Posted by Lee at 7:47 PM  


            In terms of how the vocabulary informs my work I would have to say that at the end of a long chain of definitions for colors he usually tended to use words that represented the origins of a color so instead of brown he may have used ‘creoste’ which I will allow you to look up for kicks.

ELEMENT # 4  Male Influence

            In the 1992 New Yorker interview with McCarthy it was said that his style owes much to Faulkner in its recondite vocabulary (see element 3) portentous rhetoric, use of dialect and concrete sense of the world- a debt McCarthy doesn’t dispute.
            McCarthy’s list of “good writers” all seem to dwell in this category of boy lit: Melville, Dostoyevsky, Faulkner.  Note they are all men themselves. Hmm…very interesting.

 

ELEMENT # 5 No ladies no feelings

            There was a very minimal female presence in this novel.  There was a dead mother who we do not see die and the main character flashes back to her memory maybe once.  The two traveling guys  do come across a woman once which the reader may be hoping (as I was) that this stirs up some sort of sexual desire in the otherwise sexless narrator but she doesn’t. In fact, she just stands there cold and scared and answers two questions then voosh she’s gone. The most definitive man moment in this novel though I must say was the following dialogue between father and son:
            When you wake up coughing you walk out along the road or somewhere but I can still hear you coughing
            I’m sorry.
            One time I heard you crying.
            I know.
            So if I shouldn’t cry you shouldn’t cry either.
            Okay.

            I mean really this is a conversation between a man and his son; the son suggesting that his dad should not cry.

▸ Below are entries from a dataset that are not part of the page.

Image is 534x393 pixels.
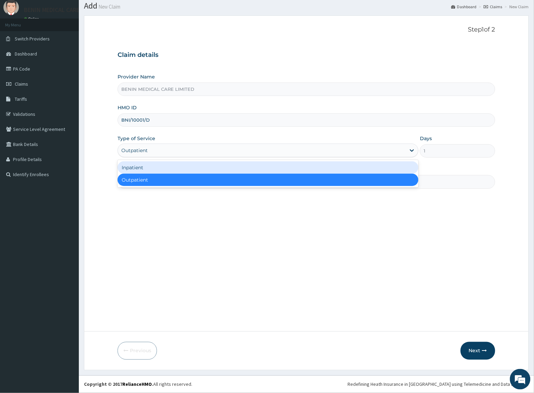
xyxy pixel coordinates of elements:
[24,16,40,21] a: Online
[118,135,155,142] label: Type of Service
[13,34,28,51] img: d_794563401_company_1708531726252_794563401
[118,51,496,59] h3: Claim details
[503,4,529,10] li: New Claim
[118,104,137,111] label: HMO ID
[118,162,419,174] div: Inpatient
[118,114,496,127] input: Enter HMO ID
[348,381,529,388] div: Redefining Heath Insurance in [GEOGRAPHIC_DATA] using Telemedicine and Data Science!
[97,4,120,9] small: New Claim
[420,135,432,142] label: Days
[121,147,148,154] div: Outpatient
[484,4,503,10] a: Claims
[40,86,95,156] span: We're online!
[118,26,496,34] p: Step 1 of 2
[15,96,27,102] span: Tariffs
[36,38,115,47] div: Chat with us now
[84,382,153,388] strong: Copyright © 2017 .
[15,51,37,57] span: Dashboard
[461,342,496,360] button: Next
[24,7,102,13] p: BENIN MEDICAL CARE LIMITED
[122,382,152,388] a: RelianceHMO
[79,376,534,393] footer: All rights reserved.
[118,174,419,186] div: Outpatient
[118,342,157,360] button: Previous
[15,81,28,87] span: Claims
[15,36,50,42] span: Switch Providers
[3,187,131,211] textarea: Type your message and hit 'Enter'
[118,73,155,80] label: Provider Name
[84,1,529,10] h1: Add
[452,4,477,10] a: Dashboard
[112,3,129,20] div: Minimize live chat window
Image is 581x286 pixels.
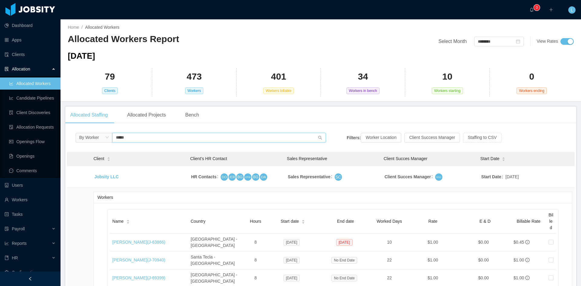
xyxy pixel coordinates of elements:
[5,227,9,231] i: icon: file-protect
[377,219,402,224] span: Worked Days
[525,240,530,244] span: info-circle
[94,156,104,162] span: Client
[237,174,243,180] span: BG
[301,221,305,223] i: icon: caret-down
[9,121,56,133] a: icon: file-doneAllocation Requests
[94,174,119,179] a: Jobsity LLC
[180,107,204,123] div: Bench
[79,133,99,142] div: By Worker
[301,219,305,223] div: Sort
[250,219,261,224] span: Hours
[191,174,217,179] strong: HR Contacts
[429,219,438,224] span: Rate
[358,71,368,83] h2: 34
[288,174,330,179] strong: Sales Representative
[407,234,459,251] td: $1.00
[479,219,491,224] span: E & D
[336,239,353,246] span: [DATE]
[102,87,118,94] span: Clients
[384,156,428,161] span: Client Succes Manager
[505,174,519,180] span: [DATE]
[107,159,110,160] i: icon: caret-down
[222,174,227,180] span: DO
[105,136,109,140] i: icon: down
[245,251,266,269] td: 8
[187,71,202,83] h2: 473
[9,150,56,162] a: icon: file-textOpenings
[284,275,300,281] span: [DATE]
[517,87,547,94] span: Workers ending
[245,175,251,179] span: CFW
[534,5,540,11] sup: 0
[68,33,321,45] h2: Allocated Workers Report
[514,275,524,281] div: $1.00
[5,256,9,260] i: icon: book
[442,71,452,83] h2: 10
[126,221,130,223] i: icon: caret-down
[281,218,299,225] span: Start date
[439,39,467,44] span: Select Month
[514,257,524,263] div: $1.00
[436,175,441,179] span: DOO
[516,39,520,44] i: icon: calendar
[502,159,505,160] i: icon: caret-down
[537,39,558,44] span: View Rates
[347,87,379,94] span: Workers in bench
[502,156,505,158] i: icon: caret-up
[188,234,245,251] td: [GEOGRAPHIC_DATA] - [GEOGRAPHIC_DATA]
[478,275,489,280] span: $0.00
[81,25,83,30] span: /
[385,174,431,179] strong: Client Succes Manager
[284,257,300,264] span: [DATE]
[514,239,524,245] div: $0.45
[502,156,505,160] div: Sort
[331,275,357,281] span: No End Date
[253,174,258,180] span: BG
[301,219,305,221] i: icon: caret-up
[263,87,294,94] span: Workers billable
[185,87,203,94] span: Workers
[318,136,322,140] i: icon: search
[407,251,459,269] td: $1.00
[5,208,56,220] a: icon: profileTasks
[5,194,56,206] a: icon: userWorkers
[287,156,327,161] span: Sales Representative
[271,71,286,83] h2: 401
[126,219,130,221] i: icon: caret-up
[5,34,56,46] a: icon: appstoreApps
[5,48,56,61] a: icon: auditClients
[517,219,540,224] span: Billable Rate
[361,133,401,143] button: Worker Location
[530,8,534,12] i: icon: bell
[478,240,489,245] span: $0.00
[549,212,554,230] span: Billed
[12,255,18,260] span: HR
[105,71,115,83] h2: 79
[9,165,56,177] a: icon: messageComments
[112,275,165,280] a: [PERSON_NAME](J-69399)
[5,67,9,71] i: icon: solution
[68,25,79,30] a: Home
[122,107,171,123] div: Allocated Projects
[481,174,501,179] strong: Start Date
[97,192,568,203] div: Workers
[9,107,56,119] a: icon: file-searchClient Discoveries
[480,156,499,162] span: Start Date
[112,218,123,225] span: Name
[331,257,357,264] span: No End Date
[372,234,407,251] td: 10
[9,77,56,90] a: icon: line-chartAllocated Workers
[191,219,205,224] span: Country
[107,156,110,160] div: Sort
[107,156,110,158] i: icon: caret-up
[478,258,489,262] span: $0.00
[85,25,119,30] span: Allocated Workers
[404,133,460,143] button: Client Success Manager
[525,276,530,280] span: info-circle
[12,241,27,246] span: Reports
[335,173,341,181] span: SC
[5,179,56,191] a: icon: robotUsers
[68,51,95,61] span: [DATE]
[12,67,30,71] span: Allocation
[126,219,130,223] div: Sort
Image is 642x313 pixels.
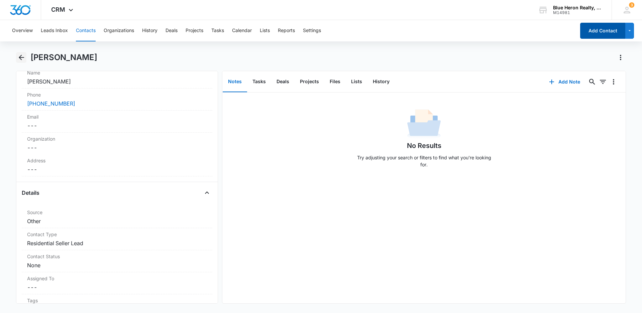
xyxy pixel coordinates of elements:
[27,284,207,292] dd: ---
[22,133,212,154] div: Organization---
[22,89,212,111] div: Phone[PHONE_NUMBER]
[295,72,324,92] button: Projects
[27,239,207,247] dd: Residential Seller Lead
[324,72,346,92] button: Files
[27,69,207,76] label: Name
[30,52,97,63] h1: [PERSON_NAME]
[51,6,65,13] span: CRM
[27,100,75,108] a: [PHONE_NUMBER]
[615,52,626,63] button: Actions
[580,23,625,39] button: Add Contact
[542,74,587,90] button: Add Note
[27,217,207,225] dd: Other
[27,122,207,130] dd: ---
[407,107,441,141] img: No Data
[407,141,441,151] h1: No Results
[629,2,634,8] div: notifications count
[186,20,203,41] button: Projects
[260,20,270,41] button: Lists
[27,91,207,98] label: Phone
[27,78,207,86] dd: [PERSON_NAME]
[346,72,367,92] button: Lists
[211,20,224,41] button: Tasks
[271,72,295,92] button: Deals
[27,275,207,282] label: Assigned To
[27,261,207,269] dd: None
[587,77,597,87] button: Search...
[22,272,212,295] div: Assigned To---
[165,20,178,41] button: Deals
[608,77,619,87] button: Overflow Menu
[41,20,68,41] button: Leads Inbox
[22,111,212,133] div: Email---
[223,72,247,92] button: Notes
[27,135,207,142] label: Organization
[22,189,39,197] h4: Details
[303,20,321,41] button: Settings
[247,72,271,92] button: Tasks
[22,228,212,250] div: Contact TypeResidential Seller Lead
[27,165,207,174] dd: ---
[278,20,295,41] button: Reports
[16,52,26,63] button: Back
[76,20,96,41] button: Contacts
[22,250,212,272] div: Contact StatusNone
[354,154,494,168] p: Try adjusting your search or filters to find what you’re looking for.
[104,20,134,41] button: Organizations
[142,20,157,41] button: History
[22,67,212,89] div: Name[PERSON_NAME]
[22,206,212,228] div: SourceOther
[232,20,252,41] button: Calendar
[553,10,602,15] div: account id
[27,157,207,164] label: Address
[27,297,207,304] label: Tags
[27,253,207,260] label: Contact Status
[27,144,207,152] dd: ---
[629,2,634,8] span: 3
[27,209,207,216] label: Source
[22,154,212,177] div: Address---
[597,77,608,87] button: Filters
[202,188,212,198] button: Close
[367,72,395,92] button: History
[12,20,33,41] button: Overview
[553,5,602,10] div: account name
[27,113,207,120] label: Email
[27,231,207,238] label: Contact Type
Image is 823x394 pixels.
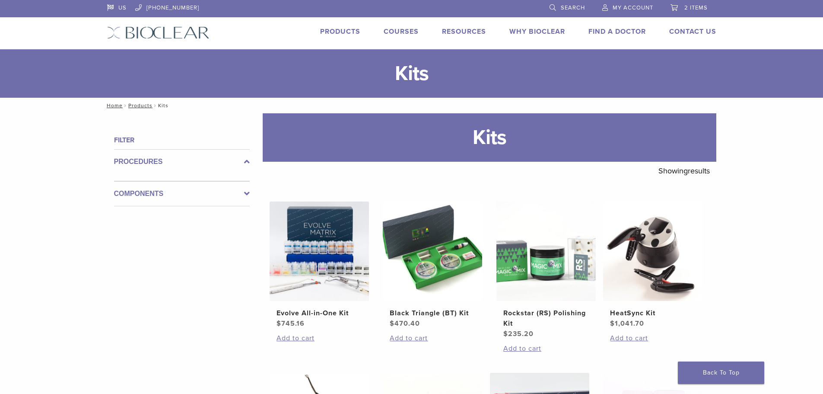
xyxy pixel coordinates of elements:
[104,102,123,108] a: Home
[503,343,589,354] a: Add to cart: “Rockstar (RS) Polishing Kit”
[678,361,765,384] a: Back To Top
[114,135,250,145] h4: Filter
[610,333,696,343] a: Add to cart: “HeatSync Kit”
[123,103,128,108] span: /
[685,4,708,11] span: 2 items
[603,201,704,328] a: HeatSync KitHeatSync Kit $1,041.70
[114,156,250,167] label: Procedures
[390,319,395,328] span: $
[270,201,369,301] img: Evolve All-in-One Kit
[659,162,710,180] p: Showing results
[277,333,362,343] a: Add to cart: “Evolve All-in-One Kit”
[510,27,565,36] a: Why Bioclear
[613,4,653,11] span: My Account
[496,201,597,339] a: Rockstar (RS) Polishing KitRockstar (RS) Polishing Kit $235.20
[390,333,475,343] a: Add to cart: “Black Triangle (BT) Kit”
[101,98,723,113] nav: Kits
[277,319,281,328] span: $
[589,27,646,36] a: Find A Doctor
[263,113,717,162] h1: Kits
[610,308,696,318] h2: HeatSync Kit
[383,201,482,301] img: Black Triangle (BT) Kit
[390,319,420,328] bdi: 470.40
[503,329,508,338] span: $
[153,103,158,108] span: /
[114,188,250,199] label: Components
[610,319,644,328] bdi: 1,041.70
[269,201,370,328] a: Evolve All-in-One KitEvolve All-in-One Kit $745.16
[603,201,703,301] img: HeatSync Kit
[384,27,419,36] a: Courses
[320,27,360,36] a: Products
[669,27,717,36] a: Contact Us
[277,308,362,318] h2: Evolve All-in-One Kit
[390,308,475,318] h2: Black Triangle (BT) Kit
[503,308,589,328] h2: Rockstar (RS) Polishing Kit
[503,329,534,338] bdi: 235.20
[442,27,486,36] a: Resources
[277,319,305,328] bdi: 745.16
[107,26,210,39] img: Bioclear
[561,4,585,11] span: Search
[128,102,153,108] a: Products
[497,201,596,301] img: Rockstar (RS) Polishing Kit
[610,319,615,328] span: $
[382,201,483,328] a: Black Triangle (BT) KitBlack Triangle (BT) Kit $470.40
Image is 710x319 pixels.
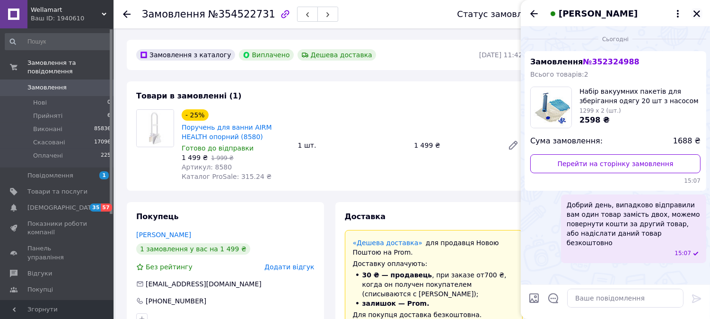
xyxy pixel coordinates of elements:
[673,136,700,147] span: 1688 ₴
[353,259,515,268] div: Доставку оплачують:
[530,177,700,185] span: 15:07 12.08.2025
[598,35,632,44] span: Сьогодні
[107,112,111,120] span: 6
[142,9,205,20] span: Замовлення
[567,200,700,247] span: Добрий день, випадково відправили вам один товар замість двох, можемо повернути кошти за другий т...
[345,212,386,221] span: Доставка
[353,270,515,298] li: , при заказе от 700 ₴ , когда он получен покупателем (списываются с [PERSON_NAME]);
[559,8,637,20] span: [PERSON_NAME]
[530,70,588,78] span: Всього товарів: 2
[182,109,209,121] div: - 25%
[479,51,523,59] time: [DATE] 11:42
[99,171,109,179] span: 1
[27,187,87,196] span: Товари та послуги
[33,138,65,147] span: Скасовані
[27,59,113,76] span: Замовлення та повідомлення
[27,203,97,212] span: [DEMOGRAPHIC_DATA]
[136,212,179,221] span: Покупець
[107,98,111,107] span: 0
[362,299,429,307] span: залишок — Prom.
[31,14,113,23] div: Ваш ID: 1940610
[530,136,602,147] span: Сума замовлення:
[264,263,314,271] span: Додати відгук
[208,9,275,20] span: №354522731
[101,203,112,211] span: 57
[136,231,191,238] a: [PERSON_NAME]
[579,107,621,114] span: 1299 x 2 (шт.)
[547,292,559,304] button: Відкрити шаблони відповідей
[27,171,73,180] span: Повідомлення
[211,155,233,161] span: 1 999 ₴
[146,280,262,288] span: [EMAIL_ADDRESS][DOMAIN_NAME]
[531,87,571,128] img: 2741955233_w100_h100_nabor-vakuumnyh-paketov.jpg
[33,125,62,133] span: Виконані
[27,285,53,294] span: Покупці
[182,163,232,171] span: Артикул: 8580
[674,249,691,257] span: 15:07 12.08.2025
[583,57,639,66] span: № 352324988
[27,244,87,261] span: Панель управління
[530,57,639,66] span: Замовлення
[123,9,131,19] div: Повернутися назад
[145,296,207,305] div: [PHONE_NUMBER]
[94,125,111,133] span: 85836
[353,239,422,246] a: «Дешева доставка»
[136,243,250,254] div: 1 замовлення у вас на 1 499 ₴
[136,91,242,100] span: Товари в замовленні (1)
[101,151,111,160] span: 225
[182,154,208,161] span: 1 499 ₴
[579,87,700,105] span: Набір вакуумних пакетів для зберігання одягу 20 шт з насосом
[579,115,610,124] span: 2598 ₴
[691,8,702,19] button: Закрити
[182,123,272,140] a: Поручень для ванни AIRM HEALTH опорний (8580)
[297,49,376,61] div: Дешева доставка
[33,151,63,160] span: Оплачені
[33,98,47,107] span: Нові
[90,203,101,211] span: 35
[182,144,253,152] span: Готово до відправки
[457,9,544,19] div: Статус замовлення
[27,269,52,278] span: Відгуки
[31,6,102,14] span: Wellamart
[27,219,87,236] span: Показники роботи компанії
[137,110,174,147] img: Поручень для ванни AIRM HEALTH опорний (8580)
[528,8,540,19] button: Назад
[504,136,523,155] a: Редагувати
[239,49,294,61] div: Виплачено
[182,173,271,180] span: Каталог ProSale: 315.24 ₴
[33,112,62,120] span: Прийняті
[146,263,192,271] span: Без рейтингу
[530,154,700,173] a: Перейти на сторінку замовлення
[5,33,112,50] input: Пошук
[27,83,67,92] span: Замовлення
[362,271,432,279] span: 30 ₴ — продавець
[94,138,111,147] span: 17096
[294,139,410,152] div: 1 шт.
[547,8,683,20] button: [PERSON_NAME]
[410,139,500,152] div: 1 499 ₴
[136,49,235,61] div: Замовлення з каталогу
[353,238,515,257] div: для продавця Новою Поштою на Prom.
[524,34,706,44] div: 12.08.2025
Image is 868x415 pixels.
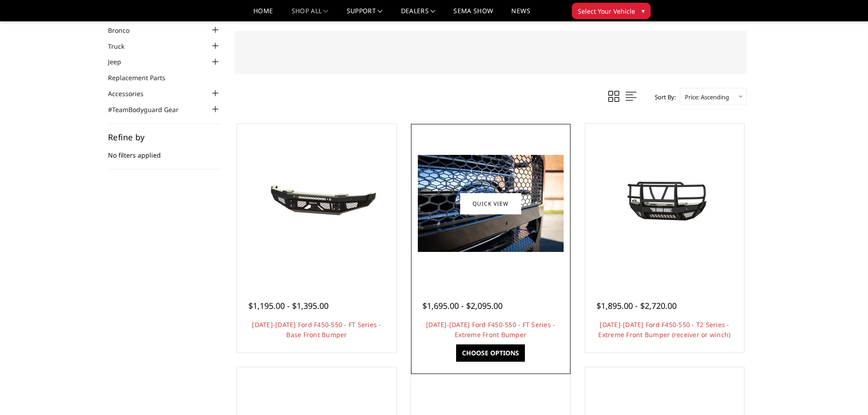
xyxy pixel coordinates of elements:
a: SEMA Show [454,8,493,21]
a: Accessories [108,89,155,98]
a: Truck [108,41,136,51]
a: [DATE]-[DATE] Ford F450-550 - FT Series - Extreme Front Bumper [426,320,555,339]
iframe: Chat Widget [823,371,868,415]
span: $1,895.00 - $2,720.00 [597,300,677,311]
img: 2023-2026 Ford F450-550 - T2 Series - Extreme Front Bumper (receiver or winch) [592,163,737,244]
a: Home [253,8,273,21]
img: 2023-2025 Ford F450-550 - FT Series - Base Front Bumper [244,169,390,238]
div: No filters applied [108,133,221,169]
img: 2023-2026 Ford F450-550 - FT Series - Extreme Front Bumper [418,155,564,252]
a: Jeep [108,57,133,66]
a: Dealers [401,8,436,21]
a: Support [347,8,383,21]
a: 2023-2026 Ford F450-550 - T2 Series - Extreme Front Bumper (receiver or winch) [588,127,742,281]
a: 2023-2025 Ford F450-550 - FT Series - Base Front Bumper [239,127,394,281]
h5: Refine by [108,133,221,142]
span: $1,695.00 - $2,095.00 [423,300,503,311]
a: 2023-2026 Ford F450-550 - FT Series - Extreme Front Bumper 2023-2026 Ford F450-550 - FT Series - ... [413,127,569,281]
a: [DATE]-[DATE] Ford F450-550 - T2 Series - Extreme Front Bumper (receiver or winch) [599,320,730,339]
label: Sort By: [650,91,676,104]
a: [DATE]-[DATE] Ford F450-550 - FT Series - Base Front Bumper [252,320,381,339]
span: Select Your Vehicle [578,7,636,16]
a: Quick view [460,193,522,214]
a: Choose Options [456,345,525,362]
a: #TeamBodyguard Gear [108,105,190,114]
span: $1,195.00 - $1,395.00 [248,300,329,311]
a: shop all [292,8,329,21]
span: ▾ [642,6,645,15]
a: News [512,8,530,21]
a: Replacement Parts [108,73,177,82]
a: Bronco [108,25,141,35]
button: Select Your Vehicle [572,3,651,19]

They are stuck out in the middle of nowhere, going nowhere, trying to evade cannibals, and in search of other people that are not cannibals.  They have no food, no property, no safe space, they only have each other and they can not cry??? Why the fuck not?  The only reason I could come up with is because my friend, this is man lit.  And there are no women or feelings in man lit.
Overall while I enjoyed this novel very much as an active reader looking up words and becoming part of this community of incessant note takers I enjoyed this novel more when there were women and feelings in Octavia Butler’s Parable of the Sower. I know that is a cruel and unusual thing for one writer to say about another but presently I am nobody and I just spent 7.99 on this book so I feel very entitled.